My question is does anyone know who I should contact at the hospital to find out the patients status(HIV,Hep,etc)?I'm not sure what department to contact or what information I would need to give them,because it's understandable they won't release that info to anyone. The patient ended up dying a few days after the call but I'm sure bloodwork was run on them while he was there.

Thanks.
 
Every agency is required to have an Infectious Disease coordinator (I think that is the titlle). You should contact that person from your agency and they will walk you through the process.
 
and I'm not 100% sure I'd like to get checked out.

Okay, see that? That's what we call a bad decision. Contact the hospital Infection Control personnel. On top of that, your department needs to be advised of the incident.
 
There is a process by which this kind of stuff is done, but your best bet is to contact the person on your agency responsible for this. They have forms and stuff that need to be filled out. Otherwise, HIPPA will prohibit the hospital from discussing the matter with you. Besides, if you contact the hospital first, they're just going to contact your agency representative to get the process started.
 
contact your DICO(designated infection control officer). you will need to fill out an unprotected exposure form, have labs drawn and possibly be medicated prophylactically.

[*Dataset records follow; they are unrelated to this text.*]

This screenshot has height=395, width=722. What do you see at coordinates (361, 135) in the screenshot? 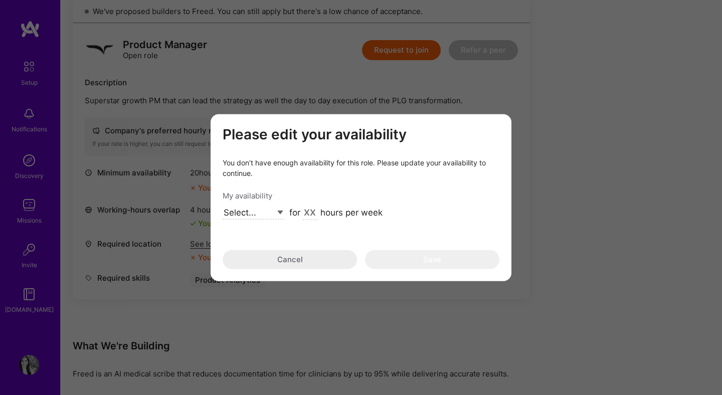
I see `h3: Please edit your availability` at bounding box center [361, 135].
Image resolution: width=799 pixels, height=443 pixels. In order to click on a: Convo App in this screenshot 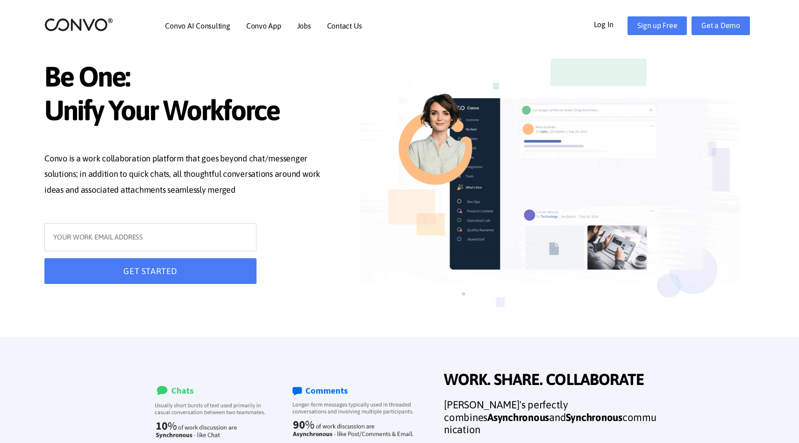, I will do `click(264, 26)`.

how long ago are we talking here? and why did you wait so long? not only is that monumentally stupid, it might be dangerous in regards to a compensation case.

example(worst case scenario, in no way do i wish this happened to you)
incident as described above. you wait a week or two, then decide to report it. it turns out you have hiv. your companies lawyers, whose only goal in life is to reduce the COMPANIES liability, go digging into your life and somehow find out you picked up three different people at bars and took them home for horizontal after hours activity. they use that as an argument that your sexual practices are somewhat lax and that you could have POSSIBLY contracted the virus elsewhere. regardless of the status of the patient you came into contact with, you could be screwed because you waited to report it. now the same situation could manifest itself if you reported it that day, but at least they couldnt bag you on waiting till after you knew you contracted it by other means???

just a scenario???
 
Okay, see that? That's what we call a bad decision. Contact the hospital Infection Control personnel. On top of that, your department needs to be advised of the incident.

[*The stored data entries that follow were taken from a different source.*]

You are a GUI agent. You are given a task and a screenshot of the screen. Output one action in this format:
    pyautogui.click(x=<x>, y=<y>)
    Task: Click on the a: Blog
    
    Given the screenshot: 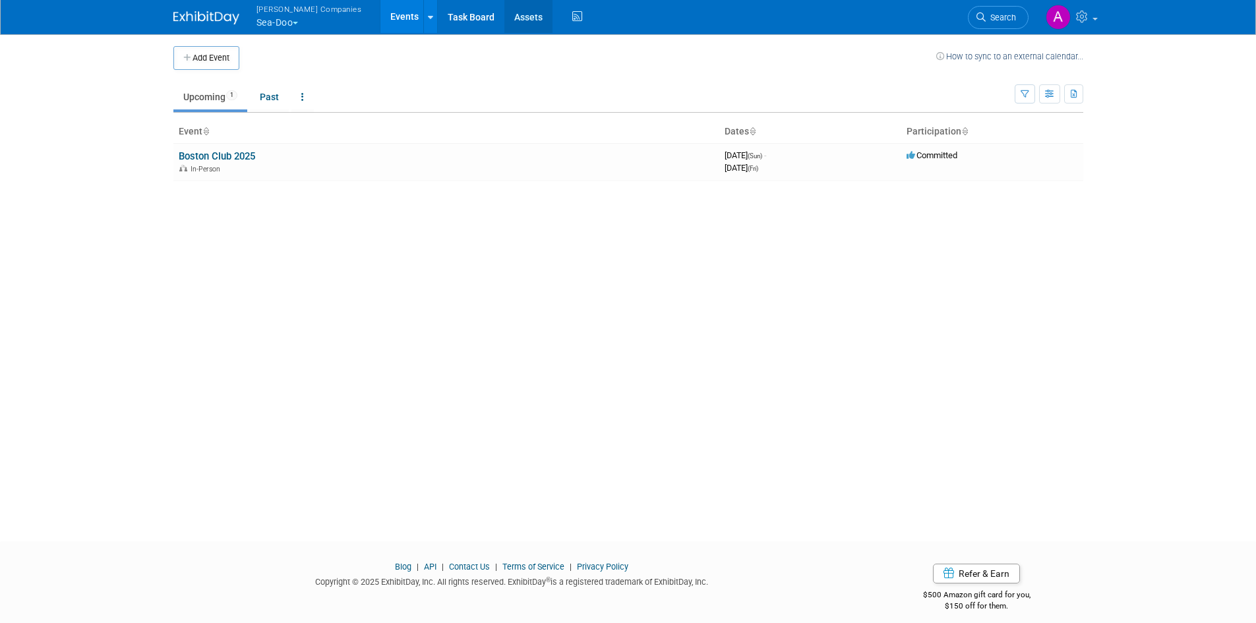 What is the action you would take?
    pyautogui.click(x=403, y=566)
    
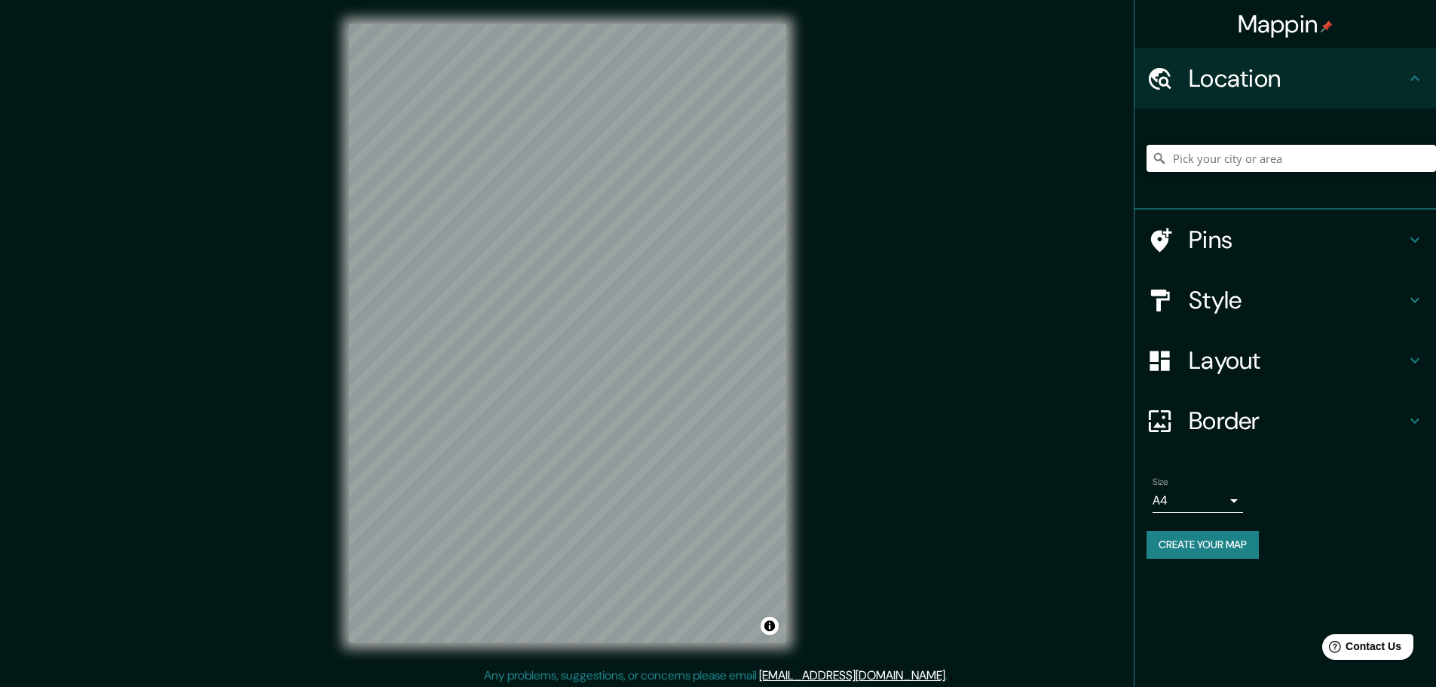 This screenshot has height=687, width=1436. What do you see at coordinates (1298, 240) in the screenshot?
I see `h4: Pins` at bounding box center [1298, 240].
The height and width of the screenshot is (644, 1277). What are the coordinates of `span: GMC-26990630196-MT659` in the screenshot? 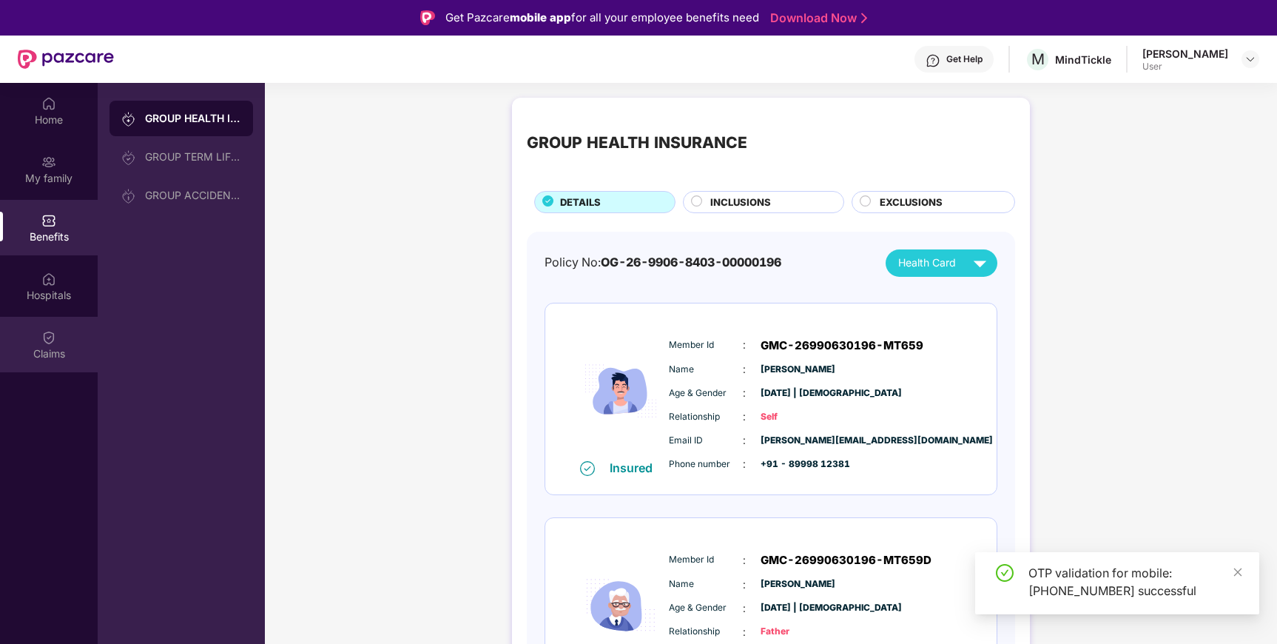 It's located at (842, 346).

There should be a comma in there, I didn't mean I wasn't sure if I wanted to get checked out. I meant that BECAUSE i wasn't 100% sure, i did want to get checked out. Poor sentence on my part.
 
C'mon people, don't you remember anything from EMT-B? It's the Ryan White act!
 
C'mon people, don't you remember anything from EMT-B? It's the Ryan White act!
What about it? There is still a process by which you must follow. You can't simply walk into the hospital and ask about a patients contagious disease history without a reason or following the process.